Luke Pryor Blackburn (June 16, 1816 - September 14, 1887) was a doctor and philanthropist who, despite only meager previous political experience, served as Governor of Kentucky from 1879 to 1883. He spent much of his life combating yellow fever in the southern states and is credited with establishing the first successful quarantine against the spread of the disease in the Mississippi River valley.

Blackburn was the first doctor elected governor of the Commonwealth and was the only one until the election of Ernie Fletcher in 2003.[4] His major issue as governor was prison reform. He was called the "father of prison reforms in Kentucky" for his efforts in improving conditions in the state's penal system.[4]

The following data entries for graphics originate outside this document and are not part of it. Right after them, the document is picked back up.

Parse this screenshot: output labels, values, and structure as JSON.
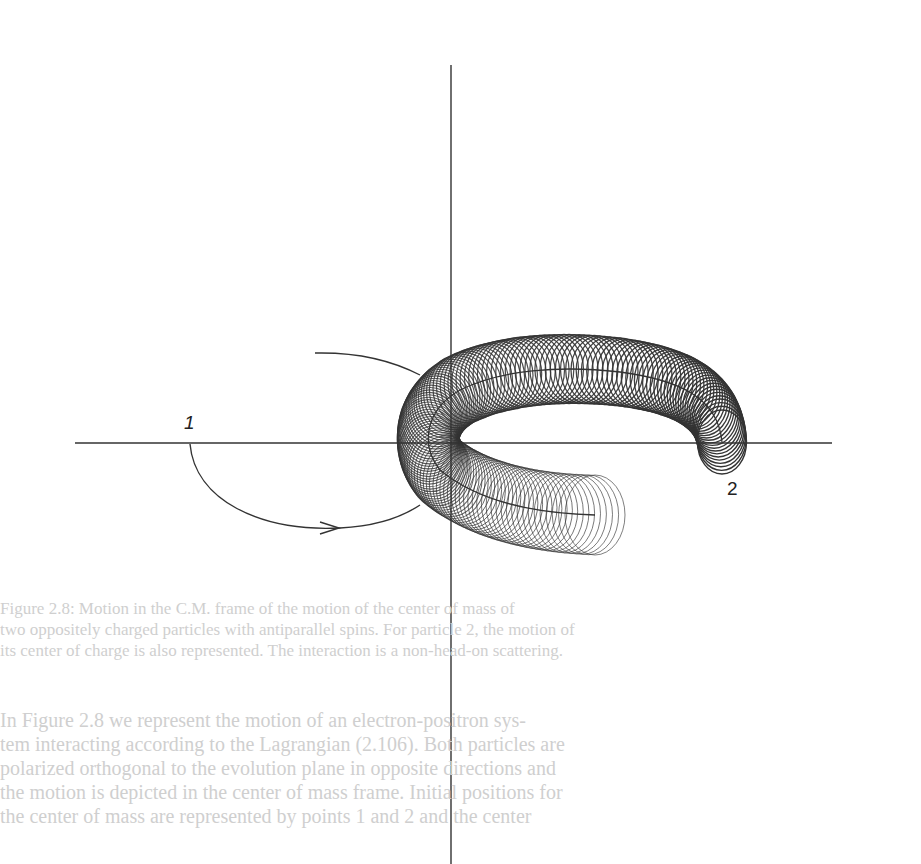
{
  "figure": {
    "labels": {
      "particle_1": "1",
      "particle_2": "2"
    },
    "axes": {
      "origin": [
        451,
        443
      ],
      "vertical": {
        "x": 451,
        "y1": 65,
        "y2": 864
      },
      "horizontal": {
        "y": 443,
        "x1": 75,
        "x2": 832
      }
    },
    "ink_color": "#333333"
  },
  "caption": {
    "lines": [
      "Figure 2.8: Motion in the C.M. frame of the motion of the center of mass of",
      "two oppositely charged particles with antiparallel spins. For particle 2, the motion of",
      "its center of charge is also represented. The interaction is a non-head-on scattering."
    ]
  },
  "body": {
    "lines": [
      "In Figure 2.8 we represent the motion of an electron-positron sys-",
      "tem interacting according to the Lagrangian (2.106). Both particles are",
      "polarized orthogonal to the evolution plane in opposite directions and",
      "the motion is depicted in the center of mass frame. Initial positions for",
      "the center of mass are represented by points 1 and 2 and the center"
    ]
  }
}
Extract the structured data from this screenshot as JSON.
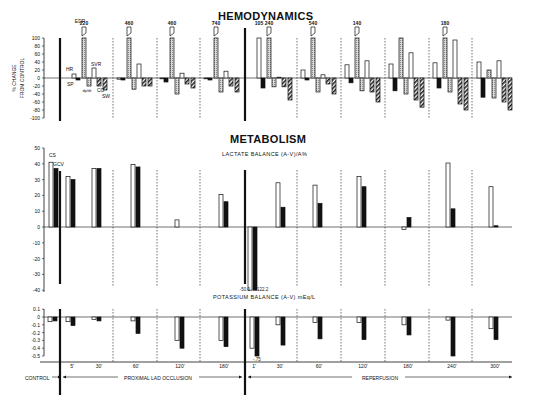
{
  "chart_data": [
    {
      "type": "bar",
      "title": "HEMODYNAMICS",
      "ylabel": "% CHANGE FROM CONTROL",
      "ylim": [
        -100,
        100
      ],
      "yticks": [
        100,
        80,
        60,
        40,
        20,
        0,
        -20,
        -40,
        -60,
        -80,
        -100
      ],
      "series_names": [
        "HR",
        "SP",
        "EDP",
        "dp/dt",
        "SVR",
        "CO",
        "SW"
      ],
      "series_labels_visible": {
        "HR": "HR",
        "SP": "SP",
        "EDP": "EDP",
        "dpdt": "dp/dt",
        "SVR": "SVR",
        "CO": "CO",
        "SW": "SW"
      },
      "categories": [
        "5'",
        "30'",
        "60'",
        "120'",
        "180'",
        "1'",
        "30'",
        "60'",
        "120'",
        "180'",
        "240'",
        "300'"
      ],
      "groups": [
        {
          "time": "5'",
          "HR": 10,
          "SP": -5,
          "EDP": 220,
          "EDP_label": "220",
          "dpdt": -20,
          "SVR": 25,
          "CO": -20,
          "SW": -30
        },
        {
          "time": "30'",
          "HR": -3,
          "SP": -5,
          "EDP": 460,
          "EDP_label": "460",
          "dpdt": -28,
          "SVR": 35,
          "CO": -20,
          "SW": -20
        },
        {
          "time": "60'",
          "HR": -2,
          "SP": -10,
          "EDP": 460,
          "EDP_label": "460",
          "dpdt": -40,
          "SVR": 12,
          "CO": -15,
          "SW": -25
        },
        {
          "time": "120'",
          "HR": -2,
          "SP": -5,
          "EDP": 740,
          "EDP_label": "740",
          "dpdt": -35,
          "SVR": 17,
          "CO": -20,
          "SW": -35
        },
        {
          "time": "1'",
          "HR": 105,
          "HR_label": "105",
          "SP": -25,
          "EDP": 240,
          "EDP_label": "240",
          "dpdt": -22,
          "SVR": 2,
          "CO": -22,
          "SW": -55
        },
        {
          "time": "30'",
          "HR": 20,
          "SP": -5,
          "EDP": 540,
          "EDP_label": "540",
          "dpdt": -35,
          "SVR": 8,
          "CO": -15,
          "SW": -40
        },
        {
          "time": "60'",
          "HR": 33,
          "SP": -12,
          "EDP": 140,
          "EDP_label": "140",
          "dpdt": -32,
          "SVR": 43,
          "CO": -35,
          "SW": -60
        },
        {
          "time": "120'",
          "HR": 35,
          "SP": -32,
          "EDP": 100,
          "dpdt": -40,
          "SVR": 63,
          "CO": -55,
          "SW": -73
        },
        {
          "time": "180'",
          "HR": 38,
          "SP": -25,
          "EDP": 180,
          "EDP_label": "180",
          "dpdt": -35,
          "SVR": 95,
          "CO": -65,
          "SW": -80
        },
        {
          "time": "240'",
          "HR": 40,
          "SP": -48,
          "EDP": 20,
          "dpdt": -50,
          "SVR": 43,
          "CO": -60,
          "SW": -80
        }
      ]
    },
    {
      "type": "bar",
      "title": "METABOLISM",
      "subtitle": "LACTATE BALANCE (A-V)/A%",
      "ylim": [
        -40,
        50
      ],
      "yticks": [
        50,
        40,
        30,
        20,
        10,
        0,
        -10,
        -20,
        -30,
        -40
      ],
      "legend": [
        "CS",
        "GCV"
      ],
      "categories": [
        "CONTROL",
        "5'",
        "30'",
        "60'",
        "120'",
        "180'",
        "1'",
        "30'",
        "60'",
        "120'",
        "180'",
        "240'",
        "300'"
      ],
      "series": [
        {
          "name": "CS",
          "style": "open",
          "values": [
            41,
            32,
            37,
            39.5,
            null,
            4.5,
            20.5,
            -50.0,
            28,
            26.5,
            32,
            -1.5,
            40.5,
            25.5
          ]
        },
        {
          "name": "GCV",
          "style": "solid",
          "values": [
            37,
            30,
            37,
            38,
            null,
            null,
            16,
            -122.2,
            12.5,
            15,
            25.5,
            6,
            11.5,
            0.8
          ]
        }
      ],
      "annotations": [
        "-50.0",
        "-122.2"
      ]
    },
    {
      "type": "bar",
      "title": "POTASSIUM BALANCE (A-V) mEq/L",
      "ylim": [
        -0.5,
        0.1
      ],
      "yticks": [
        "0.1",
        "0",
        "-0.1",
        "-0.2",
        "-0.3",
        "-0.4",
        "-0.5"
      ],
      "categories": [
        "CONTROL",
        "5'",
        "30'",
        "60'",
        "120'",
        "180'",
        "1'",
        "30'",
        "60'",
        "120'",
        "180'",
        "240'",
        "300'"
      ],
      "series": [
        {
          "name": "CS",
          "style": "open",
          "values": [
            -0.06,
            -0.06,
            -0.03,
            -0.05,
            -0.3,
            -0.3,
            -0.4,
            -0.1,
            -0.07,
            -0.07,
            -0.1,
            -0.04,
            -0.15
          ]
        },
        {
          "name": "GCV",
          "style": "solid",
          "values": [
            -0.05,
            -0.11,
            -0.05,
            -0.21,
            -0.4,
            -0.38,
            -0.75,
            -0.36,
            -0.28,
            -0.29,
            -0.23,
            -0.52,
            -0.29
          ]
        }
      ],
      "annotations": [
        "-.75"
      ]
    }
  ],
  "titles": {
    "hemo": "HEMODYNAMICS",
    "meta": "METABOLISM",
    "lactate": "LACTATE BALANCE (A-V)/A%",
    "potassium": "POTASSIUM BALANCE (A-V) mEq/L"
  },
  "axis": {
    "hemo_ylabel_1": "% CHANGE",
    "hemo_ylabel_2": "FROM CONTROL"
  },
  "time_labels": [
    "5'",
    "30'",
    "60'",
    "120'",
    "180'",
    "1'",
    "30'",
    "60'",
    "120'",
    "180'",
    "240'",
    "300'"
  ],
  "phases": {
    "control": "CONTROL",
    "occlusion": "PROXIMAL LAD OCCLUSION",
    "reperfusion": "REPERFUSION"
  },
  "colors": {
    "ink": "#111111",
    "stipple": "#bdbdbd",
    "background": "#ffffff"
  }
}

One incident stands in dark contrast to the rest of Blackburn's life. During the Civil War, he deliberately shipped trunks of clothing and linens contaminated with yellow fever to Northern cities in order to begin a pandemic of the disease and cripple the Union economy. Though it was later discovered that mosquitos are responsible for the spread of yellow fever, the plot is believed to be one of the earliest attempts at biological warfare in the United States.

Early life

Luke Pryor Blackburn was born in Woodford County, Kentucky on June 16, 1816, the fourth of thirteen children born to Edward M. (Ned) and Lavina Bell Blackburn.[5] Many members of his family were involved in politics, including his distant cousin, statesman Henry Clay; his maternal grandfather, John Bell, who represented Fayette County at Kentucky's first constitutional convention in 1799; his uncle William T. Barry, who served as lieutenant governor under James Turner Morehead; and his younger brother Joseph Clay Stiles Blackburn, a congressman from Kentucky and civilian governor of the Panama Canal Zone.[5] He was also a great-nephew of noted Presbyterian minister Gideon Blackburn.[5]

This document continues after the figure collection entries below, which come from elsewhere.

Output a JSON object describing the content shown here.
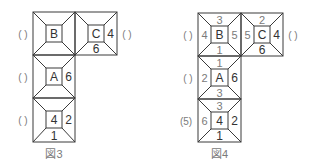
{
  "figures": [
    {
      "caption": "図3",
      "cells": [
        {
          "id": "B",
          "center": "B",
          "top": "",
          "right": "",
          "bottom": "",
          "left": ""
        },
        {
          "id": "C",
          "center": "C",
          "top": "",
          "right": "4",
          "bottom": "6",
          "left": ""
        },
        {
          "id": "A",
          "center": "A",
          "top": "",
          "right": "6",
          "bottom": "",
          "left": ""
        },
        {
          "id": "D",
          "center": "4",
          "top": "",
          "right": "2",
          "bottom": "1",
          "left": ""
        }
      ],
      "brackets": [
        "( )",
        "( )",
        "( )",
        "( )"
      ]
    },
    {
      "caption": "図4",
      "cells": [
        {
          "id": "B",
          "center": "B",
          "top": "3",
          "right": "5",
          "bottom": "1",
          "left": "4"
        },
        {
          "id": "C",
          "center": "C",
          "top": "2",
          "right": "4",
          "bottom": "6",
          "left": "5"
        },
        {
          "id": "A",
          "center": "A",
          "top": "1",
          "right": "6",
          "bottom": "3",
          "left": "2"
        },
        {
          "id": "D",
          "center": "4",
          "top": "3",
          "right": "2",
          "bottom": "1",
          "left": "6"
        }
      ],
      "brackets": [
        "( )",
        "( )",
        "( )",
        "(5)"
      ]
    }
  ]
}
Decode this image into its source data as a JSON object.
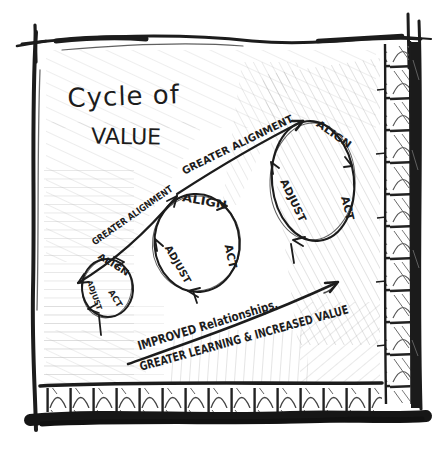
{
  "title": {
    "line1": "Cycle of",
    "line2": "VALUE"
  },
  "growth_arrow": {
    "label_lower": "GREATER ALIGNMENT",
    "label_upper": "GREATER ALIGNMENT"
  },
  "cycles": {
    "small": {
      "align": "ALIGN",
      "act": "ACT",
      "adjust": "ADJUST"
    },
    "medium": {
      "align": "ALIGN",
      "act": "ACT",
      "adjust": "ADJUST"
    },
    "large": {
      "align": "ALIGN",
      "act": "ACT",
      "adjust": "ADJUST"
    }
  },
  "outcome_arrow": {
    "line1": "IMPROVED Relationships,",
    "line2": "GREATER LEARNING & INCREASED VALUE"
  },
  "colors": {
    "ink": "#1c1c1c",
    "paper": "#ffffff",
    "pencil": "#ababab"
  }
}
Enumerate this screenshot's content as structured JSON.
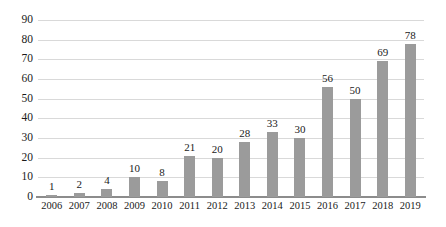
{
  "chart_data": {
    "type": "bar",
    "title": "",
    "subtitle": "",
    "xlabel": "",
    "ylabel": "",
    "categories": [
      "2006",
      "2007",
      "2008",
      "2009",
      "2010",
      "2011",
      "2012",
      "2013",
      "2014",
      "2015",
      "2016",
      "2017",
      "2018",
      "2019"
    ],
    "values": [
      1,
      2,
      4,
      10,
      8,
      21,
      20,
      28,
      33,
      30,
      56,
      50,
      69,
      78
    ],
    "data_labels": [
      "1",
      "2",
      "4",
      "10",
      "8",
      "21",
      "20",
      "28",
      "33",
      "30",
      "56",
      "50",
      "69",
      "78"
    ],
    "ylim": [
      0,
      90
    ],
    "ytick_labels": [
      "0",
      "10",
      "20",
      "30",
      "40",
      "50",
      "60",
      "70",
      "80",
      "90"
    ],
    "ytick_values": [
      0,
      10,
      20,
      30,
      40,
      50,
      60,
      70,
      80,
      90
    ],
    "grid": true,
    "grid_axis": "y",
    "legend": false,
    "legend_position": "none",
    "series": [
      {
        "name": "",
        "values": [
          1,
          2,
          4,
          10,
          8,
          21,
          20,
          28,
          33,
          30,
          56,
          50,
          69,
          78
        ]
      }
    ],
    "colors": {
      "bar": "#9b9b9b",
      "gridline": "#d9d9d9",
      "axis": "#8c8c8c",
      "text": "#1a1a1a",
      "background": "#ffffff"
    }
  }
}
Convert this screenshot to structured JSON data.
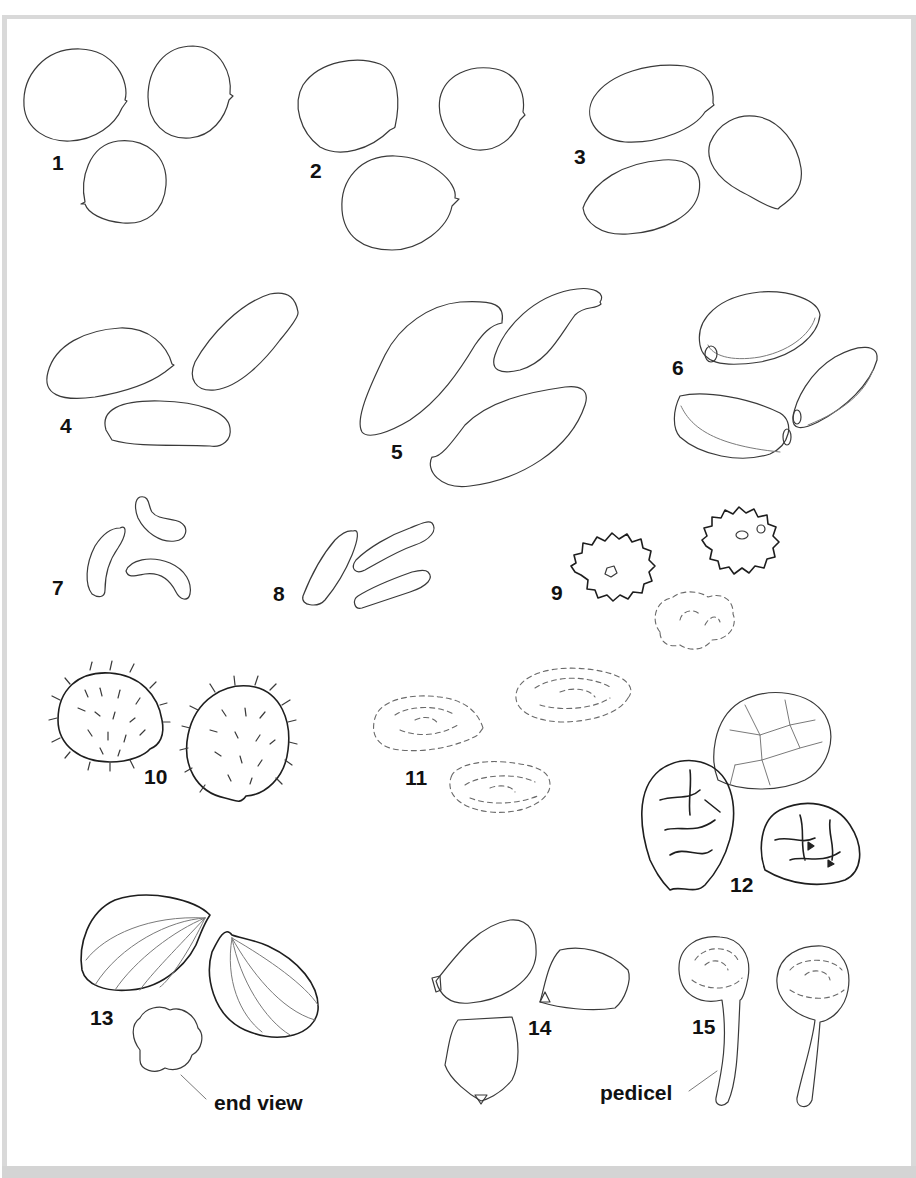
{
  "figure": {
    "background": "#ffffff",
    "frame_color": "#d9d9d9",
    "ink_color": "#3a3a3a",
    "label_color": "#111111"
  },
  "specimens": [
    {
      "number": "1",
      "shape": "round seeds with small apical point",
      "count": 3
    },
    {
      "number": "2",
      "shape": "round/ovate seeds with notched apex",
      "count": 3
    },
    {
      "number": "3",
      "shape": "oblong elliptic seeds",
      "count": 3
    },
    {
      "number": "4",
      "shape": "elongate oblong seeds",
      "count": 3
    },
    {
      "number": "5",
      "shape": "curved falcate seeds",
      "count": 3
    },
    {
      "number": "6",
      "shape": "ovoid seeds with rim and hilum",
      "count": 3
    },
    {
      "number": "7",
      "shape": "curved reniform seeds",
      "count": 3
    },
    {
      "number": "8",
      "shape": "slender cylindrical seeds",
      "count": 3
    },
    {
      "number": "9",
      "shape": "tuberculate clustered seeds",
      "count": 3
    },
    {
      "number": "10",
      "shape": "spiny round seeds",
      "count": 2
    },
    {
      "number": "11",
      "shape": "concentrically wrinkled seeds",
      "count": 3
    },
    {
      "number": "12",
      "shape": "reticulate spiny seeds",
      "count": 3
    },
    {
      "number": "13",
      "shape": "ribbed ovoid seeds",
      "count": 2
    },
    {
      "number": "14",
      "shape": "angular polygonal seeds",
      "count": 3
    },
    {
      "number": "15",
      "shape": "globose seeds on pedicel",
      "count": 2
    }
  ],
  "annotations": {
    "end_view": "end view",
    "pedicel": "pedicel"
  }
}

It was, however, the profession of another relative – his uncle Churchill Blackburn, a noted physician in Paris, Kentucky – that interested him.[5] Shortly after his sixteenth birthday, young Luke began a two-year apprenticeship under his uncle, helping him minister to residents of Kentucky's Bluegrass region during an outbreak of cholera in 1833.[5] Following his apprenticeship, Blackburn entered medical school at Transylvania University, earning an M.D. in March of 1835. He then began practicing in Lexington, Kentucky.[5]

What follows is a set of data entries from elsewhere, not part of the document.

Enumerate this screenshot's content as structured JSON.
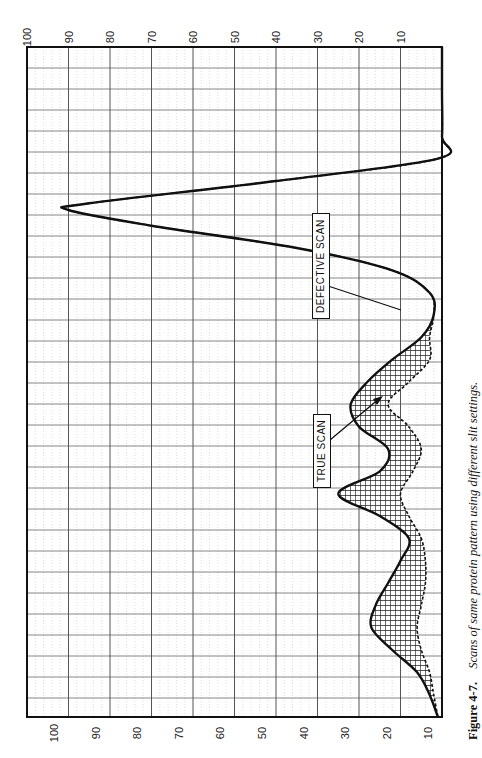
{
  "caption": {
    "number": "Figure 4-7.",
    "text": "Scans of same protein pattern using different slit settings."
  },
  "labels": {
    "true_scan": "TRUE SCAN",
    "defective_scan": "DEFECTIVE SCAN"
  },
  "axis": {
    "ticks_top": [
      "100",
      "90",
      "80",
      "70",
      "60",
      "50",
      "40",
      "30",
      "20",
      "10"
    ],
    "ticks_bottom": [
      "100",
      "90",
      "80",
      "70",
      "60",
      "50",
      "40",
      "30",
      "20",
      "10"
    ]
  },
  "colors": {
    "grid_major": "#555555",
    "grid_minor": "#bbbbbb",
    "trace": "#111111",
    "fill_hatch": "#222222",
    "background": "#ffffff"
  },
  "chart_data": {
    "type": "line",
    "orientation": "rotated 90° (value axis horizontal, 100 at left → 0 at right; scan position runs top→bottom)",
    "title": "Scans of same protein pattern using different slit settings",
    "xlabel": "Position along scan (top → bottom)",
    "ylabel": "Absorbance / % scale",
    "ylim": [
      0,
      100
    ],
    "grid": true,
    "x": [
      0,
      10,
      20,
      25,
      30,
      35,
      36.5,
      40,
      45,
      50,
      55,
      60,
      65,
      70,
      75,
      80,
      85,
      90,
      95,
      100,
      105,
      110,
      115,
      120,
      125,
      130,
      135,
      140,
      145,
      150
    ],
    "series": [
      {
        "name": "TRUE SCAN",
        "values": [
          0,
          0,
          0,
          1,
          40,
          85,
          90,
          70,
          35,
          12,
          3,
          2,
          5,
          12,
          18,
          22,
          20,
          13,
          15,
          25,
          15,
          8,
          10,
          13,
          16,
          17,
          12,
          6,
          3,
          1
        ]
      },
      {
        "name": "DEFECTIVE SCAN",
        "values": [
          0,
          0,
          0,
          1,
          40,
          85,
          90,
          70,
          35,
          12,
          3,
          2,
          3,
          3,
          8,
          13,
          8,
          5,
          7,
          10,
          8,
          5,
          4,
          4,
          5,
          6,
          5,
          3,
          2,
          1
        ]
      }
    ],
    "annotations": [
      {
        "text": "TRUE SCAN",
        "points_to": "secondary peak ~25 near position 100"
      },
      {
        "text": "DEFECTIVE SCAN",
        "points_to": "inner curve near position 80"
      }
    ],
    "shaded_region": "area between TRUE SCAN and DEFECTIVE SCAN is cross-hatched"
  }
}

On November 24, 1835, Blackburn married Ella Gist Boswell, the daughter of Lexington physician Joseph and Judith Bell Boswell.[1] Dr. Boswell had died in the cholera outbreak two years earlier.[1] Blackburn and Boswell had one son, Cary Bell.[4]

It was during a cholera outbreak in nearby Versailles, Kentucky that Blackburn's reputation as a physician and philanthropist began to escalate. He often offered his services for free to ailing victims of the disease.[1]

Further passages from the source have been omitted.